A journalist whose San Francisco home and office were raided earlier this month as police investigated a leaked police report will be getting back his property that was taken in the raid, an attorney for the Police Department said Tuesday in court.
During the court hearing, San Francisco Superior Court Judge Samuel Feng heard motions filed last week on behalf of freelance journalist Bryan Carmody, seeking to unseal and quash the search warrants served during the May 10 raid and to have his property returned, including laptops and cameras.
Ronnie Wagner, attorney for the San Francisco Police Department, said that Carmody’s property had been made available for him to pick up since Monday evening.
Carmody’s attorney Thomas Burke maintained that because Carmody is a journalist, the search warrants and seizure of property were in violation of his First Amendment and Fourth Amendment rights as well as the state’s Shield Law, which prohibits law enforcement from forcing journalists to hand over unpublished material or reveal confidential sources.
After hearing the motions, Feng then ordered Carmody’s attorneys and the Police Department to return to court on June 10 to set a hearing date.
Police said they’d been investigating Carmody in connection with a police report into the Feb. 22 death of Public Defender Jeff Adachi that was sold to local news media within hours of his death.

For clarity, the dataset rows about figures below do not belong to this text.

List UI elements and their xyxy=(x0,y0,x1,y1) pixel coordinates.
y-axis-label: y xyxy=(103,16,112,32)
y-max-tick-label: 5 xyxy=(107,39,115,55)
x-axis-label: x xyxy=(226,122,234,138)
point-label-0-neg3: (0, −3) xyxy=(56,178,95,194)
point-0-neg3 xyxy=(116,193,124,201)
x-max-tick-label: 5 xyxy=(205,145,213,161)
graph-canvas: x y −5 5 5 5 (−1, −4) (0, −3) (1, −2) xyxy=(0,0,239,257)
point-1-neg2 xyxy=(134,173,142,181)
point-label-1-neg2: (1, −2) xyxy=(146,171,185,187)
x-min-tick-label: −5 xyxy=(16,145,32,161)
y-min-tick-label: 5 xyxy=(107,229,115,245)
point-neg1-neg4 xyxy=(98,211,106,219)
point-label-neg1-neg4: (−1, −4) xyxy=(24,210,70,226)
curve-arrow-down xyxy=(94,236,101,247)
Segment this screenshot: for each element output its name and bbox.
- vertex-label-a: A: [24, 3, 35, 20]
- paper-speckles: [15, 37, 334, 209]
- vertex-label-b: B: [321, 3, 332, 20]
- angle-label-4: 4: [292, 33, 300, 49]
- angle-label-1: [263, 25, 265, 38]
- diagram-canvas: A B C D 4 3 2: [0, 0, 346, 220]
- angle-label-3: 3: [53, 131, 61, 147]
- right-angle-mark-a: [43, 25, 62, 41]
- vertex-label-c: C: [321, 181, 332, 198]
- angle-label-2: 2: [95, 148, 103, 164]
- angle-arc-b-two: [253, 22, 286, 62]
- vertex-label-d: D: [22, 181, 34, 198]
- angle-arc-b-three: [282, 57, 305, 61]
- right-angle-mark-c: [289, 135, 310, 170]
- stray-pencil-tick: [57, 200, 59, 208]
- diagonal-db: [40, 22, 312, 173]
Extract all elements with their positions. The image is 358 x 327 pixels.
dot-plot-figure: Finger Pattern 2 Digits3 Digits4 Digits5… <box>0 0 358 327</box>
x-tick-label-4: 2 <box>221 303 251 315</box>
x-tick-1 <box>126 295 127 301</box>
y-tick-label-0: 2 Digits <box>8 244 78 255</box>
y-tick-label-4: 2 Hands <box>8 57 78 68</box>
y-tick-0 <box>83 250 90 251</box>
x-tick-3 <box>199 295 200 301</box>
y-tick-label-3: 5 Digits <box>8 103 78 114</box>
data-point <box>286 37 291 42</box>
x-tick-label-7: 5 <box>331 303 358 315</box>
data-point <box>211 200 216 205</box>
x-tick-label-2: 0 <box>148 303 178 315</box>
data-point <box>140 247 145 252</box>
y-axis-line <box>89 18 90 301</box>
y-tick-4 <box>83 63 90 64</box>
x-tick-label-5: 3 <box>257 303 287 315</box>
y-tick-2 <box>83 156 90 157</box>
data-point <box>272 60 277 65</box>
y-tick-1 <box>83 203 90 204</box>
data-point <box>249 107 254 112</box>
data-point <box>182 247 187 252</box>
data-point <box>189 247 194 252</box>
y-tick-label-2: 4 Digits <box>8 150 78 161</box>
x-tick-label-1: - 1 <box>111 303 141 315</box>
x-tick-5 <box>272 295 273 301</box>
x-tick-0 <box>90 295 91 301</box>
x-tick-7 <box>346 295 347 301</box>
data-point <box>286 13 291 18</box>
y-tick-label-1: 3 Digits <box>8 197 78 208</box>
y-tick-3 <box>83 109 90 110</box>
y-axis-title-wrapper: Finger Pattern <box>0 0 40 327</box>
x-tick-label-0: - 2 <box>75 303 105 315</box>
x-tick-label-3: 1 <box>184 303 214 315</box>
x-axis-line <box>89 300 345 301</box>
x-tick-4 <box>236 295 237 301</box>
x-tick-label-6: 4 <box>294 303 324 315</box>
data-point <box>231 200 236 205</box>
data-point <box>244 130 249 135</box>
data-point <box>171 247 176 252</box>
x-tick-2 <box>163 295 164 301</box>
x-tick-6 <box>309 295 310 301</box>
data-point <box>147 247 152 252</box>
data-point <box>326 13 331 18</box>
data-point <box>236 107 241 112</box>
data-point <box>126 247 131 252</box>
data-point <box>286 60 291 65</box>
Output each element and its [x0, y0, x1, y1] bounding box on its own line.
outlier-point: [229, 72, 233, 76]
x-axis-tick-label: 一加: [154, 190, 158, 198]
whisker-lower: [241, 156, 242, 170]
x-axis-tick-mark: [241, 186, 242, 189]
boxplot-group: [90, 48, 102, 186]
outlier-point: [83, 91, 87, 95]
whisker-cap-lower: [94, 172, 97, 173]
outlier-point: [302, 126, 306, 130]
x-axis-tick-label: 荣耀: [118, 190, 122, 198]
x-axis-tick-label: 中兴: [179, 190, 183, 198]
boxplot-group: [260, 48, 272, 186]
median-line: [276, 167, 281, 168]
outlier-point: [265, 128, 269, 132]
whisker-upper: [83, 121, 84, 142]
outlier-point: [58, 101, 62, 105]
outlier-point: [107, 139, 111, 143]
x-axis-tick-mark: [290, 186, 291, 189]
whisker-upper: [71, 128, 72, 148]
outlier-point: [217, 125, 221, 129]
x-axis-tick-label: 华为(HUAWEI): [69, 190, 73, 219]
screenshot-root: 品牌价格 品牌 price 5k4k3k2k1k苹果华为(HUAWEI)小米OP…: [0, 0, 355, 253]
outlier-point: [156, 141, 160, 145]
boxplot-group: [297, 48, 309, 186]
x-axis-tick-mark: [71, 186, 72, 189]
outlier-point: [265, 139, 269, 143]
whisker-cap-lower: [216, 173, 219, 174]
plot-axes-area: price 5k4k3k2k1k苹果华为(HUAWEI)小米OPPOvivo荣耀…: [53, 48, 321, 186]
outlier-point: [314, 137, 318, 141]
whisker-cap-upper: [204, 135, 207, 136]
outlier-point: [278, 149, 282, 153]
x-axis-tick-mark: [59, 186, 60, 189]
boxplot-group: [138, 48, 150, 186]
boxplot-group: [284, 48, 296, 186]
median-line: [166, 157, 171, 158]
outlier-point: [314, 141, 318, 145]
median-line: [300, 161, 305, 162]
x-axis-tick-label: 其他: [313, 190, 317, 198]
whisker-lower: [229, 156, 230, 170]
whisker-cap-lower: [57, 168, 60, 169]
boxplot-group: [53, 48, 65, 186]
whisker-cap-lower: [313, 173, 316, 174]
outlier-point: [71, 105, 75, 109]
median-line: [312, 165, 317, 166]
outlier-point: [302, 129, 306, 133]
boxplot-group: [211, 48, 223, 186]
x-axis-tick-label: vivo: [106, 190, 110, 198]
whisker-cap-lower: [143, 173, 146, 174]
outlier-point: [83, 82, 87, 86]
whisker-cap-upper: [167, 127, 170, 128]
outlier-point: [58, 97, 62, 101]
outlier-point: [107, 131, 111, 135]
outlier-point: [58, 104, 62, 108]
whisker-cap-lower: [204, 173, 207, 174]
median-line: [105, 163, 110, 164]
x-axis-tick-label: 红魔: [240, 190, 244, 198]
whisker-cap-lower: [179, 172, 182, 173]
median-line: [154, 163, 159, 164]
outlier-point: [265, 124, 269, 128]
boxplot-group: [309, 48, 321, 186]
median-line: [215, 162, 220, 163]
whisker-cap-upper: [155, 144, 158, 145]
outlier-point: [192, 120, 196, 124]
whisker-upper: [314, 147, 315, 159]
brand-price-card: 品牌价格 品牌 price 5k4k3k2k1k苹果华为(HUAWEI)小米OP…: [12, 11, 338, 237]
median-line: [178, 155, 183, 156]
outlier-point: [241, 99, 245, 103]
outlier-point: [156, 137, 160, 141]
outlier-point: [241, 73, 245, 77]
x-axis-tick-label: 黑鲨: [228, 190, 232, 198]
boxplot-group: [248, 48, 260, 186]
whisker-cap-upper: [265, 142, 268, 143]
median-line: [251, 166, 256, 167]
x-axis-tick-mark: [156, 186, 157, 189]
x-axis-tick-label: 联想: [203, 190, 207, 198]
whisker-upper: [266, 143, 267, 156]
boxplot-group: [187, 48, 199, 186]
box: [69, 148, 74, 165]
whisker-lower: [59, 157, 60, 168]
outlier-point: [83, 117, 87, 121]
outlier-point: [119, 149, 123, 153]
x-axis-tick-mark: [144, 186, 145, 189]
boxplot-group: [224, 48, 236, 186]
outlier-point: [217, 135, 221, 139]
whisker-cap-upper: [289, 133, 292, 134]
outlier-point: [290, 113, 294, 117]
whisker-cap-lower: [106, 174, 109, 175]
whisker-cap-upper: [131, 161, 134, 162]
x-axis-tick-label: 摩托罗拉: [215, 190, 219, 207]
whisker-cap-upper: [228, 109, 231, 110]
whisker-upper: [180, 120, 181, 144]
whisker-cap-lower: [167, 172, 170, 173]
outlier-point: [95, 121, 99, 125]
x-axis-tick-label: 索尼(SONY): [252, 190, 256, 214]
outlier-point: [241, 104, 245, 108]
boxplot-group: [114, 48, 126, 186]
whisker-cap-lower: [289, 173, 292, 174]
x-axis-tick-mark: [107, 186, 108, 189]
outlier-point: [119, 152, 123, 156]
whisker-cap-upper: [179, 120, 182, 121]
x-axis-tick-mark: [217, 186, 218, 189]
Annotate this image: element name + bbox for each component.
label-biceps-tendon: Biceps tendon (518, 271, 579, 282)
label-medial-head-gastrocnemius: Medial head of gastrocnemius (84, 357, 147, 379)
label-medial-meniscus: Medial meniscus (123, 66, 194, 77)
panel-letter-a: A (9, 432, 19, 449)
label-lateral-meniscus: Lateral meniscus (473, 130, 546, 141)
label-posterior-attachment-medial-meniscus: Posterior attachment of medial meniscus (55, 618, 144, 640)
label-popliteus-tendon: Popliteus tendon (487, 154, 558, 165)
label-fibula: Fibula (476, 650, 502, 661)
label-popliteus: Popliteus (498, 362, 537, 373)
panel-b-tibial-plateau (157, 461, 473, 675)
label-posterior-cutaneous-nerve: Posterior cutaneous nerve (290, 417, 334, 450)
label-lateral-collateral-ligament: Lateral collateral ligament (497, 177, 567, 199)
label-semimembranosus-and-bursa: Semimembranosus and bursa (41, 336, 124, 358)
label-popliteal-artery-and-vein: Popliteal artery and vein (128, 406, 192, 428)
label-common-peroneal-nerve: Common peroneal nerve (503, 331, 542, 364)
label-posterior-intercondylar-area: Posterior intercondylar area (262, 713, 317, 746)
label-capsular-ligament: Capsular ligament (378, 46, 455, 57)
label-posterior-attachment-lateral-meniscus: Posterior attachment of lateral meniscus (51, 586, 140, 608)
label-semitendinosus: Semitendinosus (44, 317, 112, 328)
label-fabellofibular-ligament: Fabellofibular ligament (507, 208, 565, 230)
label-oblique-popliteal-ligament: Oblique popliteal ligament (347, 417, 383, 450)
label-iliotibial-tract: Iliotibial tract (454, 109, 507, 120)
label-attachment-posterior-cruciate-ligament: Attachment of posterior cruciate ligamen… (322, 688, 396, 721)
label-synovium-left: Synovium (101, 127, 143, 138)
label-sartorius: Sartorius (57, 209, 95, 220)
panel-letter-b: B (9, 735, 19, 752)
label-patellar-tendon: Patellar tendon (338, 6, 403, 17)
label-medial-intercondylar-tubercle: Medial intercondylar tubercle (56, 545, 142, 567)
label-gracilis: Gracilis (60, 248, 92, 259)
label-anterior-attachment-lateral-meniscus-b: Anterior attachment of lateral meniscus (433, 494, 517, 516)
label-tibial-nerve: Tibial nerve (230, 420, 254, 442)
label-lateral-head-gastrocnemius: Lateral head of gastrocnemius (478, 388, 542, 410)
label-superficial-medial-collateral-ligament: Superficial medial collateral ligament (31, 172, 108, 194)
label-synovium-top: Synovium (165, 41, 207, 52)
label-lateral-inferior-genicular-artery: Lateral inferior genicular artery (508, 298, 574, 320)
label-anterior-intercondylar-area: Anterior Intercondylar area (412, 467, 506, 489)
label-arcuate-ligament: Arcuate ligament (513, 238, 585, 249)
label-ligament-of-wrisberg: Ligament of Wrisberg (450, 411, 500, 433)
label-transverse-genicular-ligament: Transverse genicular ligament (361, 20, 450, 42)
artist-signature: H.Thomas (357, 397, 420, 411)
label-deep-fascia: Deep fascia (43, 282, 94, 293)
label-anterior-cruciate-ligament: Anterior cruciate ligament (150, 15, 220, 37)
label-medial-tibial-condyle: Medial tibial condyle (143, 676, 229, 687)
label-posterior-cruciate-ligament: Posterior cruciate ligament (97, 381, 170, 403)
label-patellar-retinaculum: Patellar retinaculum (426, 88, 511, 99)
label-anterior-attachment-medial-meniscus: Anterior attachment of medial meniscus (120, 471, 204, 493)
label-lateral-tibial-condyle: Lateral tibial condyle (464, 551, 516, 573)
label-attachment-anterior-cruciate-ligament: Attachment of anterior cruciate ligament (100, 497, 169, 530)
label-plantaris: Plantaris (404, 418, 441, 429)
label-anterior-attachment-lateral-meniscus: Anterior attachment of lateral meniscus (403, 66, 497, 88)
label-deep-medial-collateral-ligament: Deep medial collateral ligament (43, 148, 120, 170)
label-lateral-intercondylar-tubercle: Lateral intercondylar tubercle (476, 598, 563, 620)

During a Board of Supervisors hearing into the leak last month, supervisors had asked the Police Department to investigate the leak. Outside of court, Burke said:
“I have no understanding of what the investigation is, other than that the Board of Supervisors indicated that they wanted to get to the bottom what happened with the leak … It doesn’t make sense to me why you would issue a search warrant to a journalist.”
Regarding the items that were seized by police, Burke said:
“It’s good that we’re getting it back, but it’s critical to know what if anything they kept copies of, or what, if anything, they’re doing with that information, which in our view was improperly seized.”
Carmody had said that during the raid, police handcuffed him for six hours and asked him to divulge his sources, and he refused. Carmody was not ultimately arrested.
Police also seized all of his equipment, essentially halting his freelance news company North Bay Television News, he said.
In a statement on Tuesday morning, following the court hearing, he said:
“I am pleased that everything that the San Francisco police took from my office and home will be returned today. This includes the police report, video, records, notes, computers and personal electronics. Our goal remains prevailing on our motion to quash so that nothing seized can be used against myself, North Bay Television News or our source. We also look forward to learning the basis for the search warrants being issued.”
Although police have maintained that the search warrants were lawful, several city officials have denounced the raid on Carmody, including District Attorney George Gascon.
On Monday, Gascon said that although his office hasn’t seen the warrants, he said:
“I can’t imagine a situation where a search warrant would be appropriate.”
“Journalists have multiple sources to whom they owe their confidences, similar to an attorney who has multiple clients to whom they owe attorney-client privileges. Seizing the entire haystack to find the needle risks violating the confidences Mr. Carmody owes to all his sources, not just the person who leaked the police report.”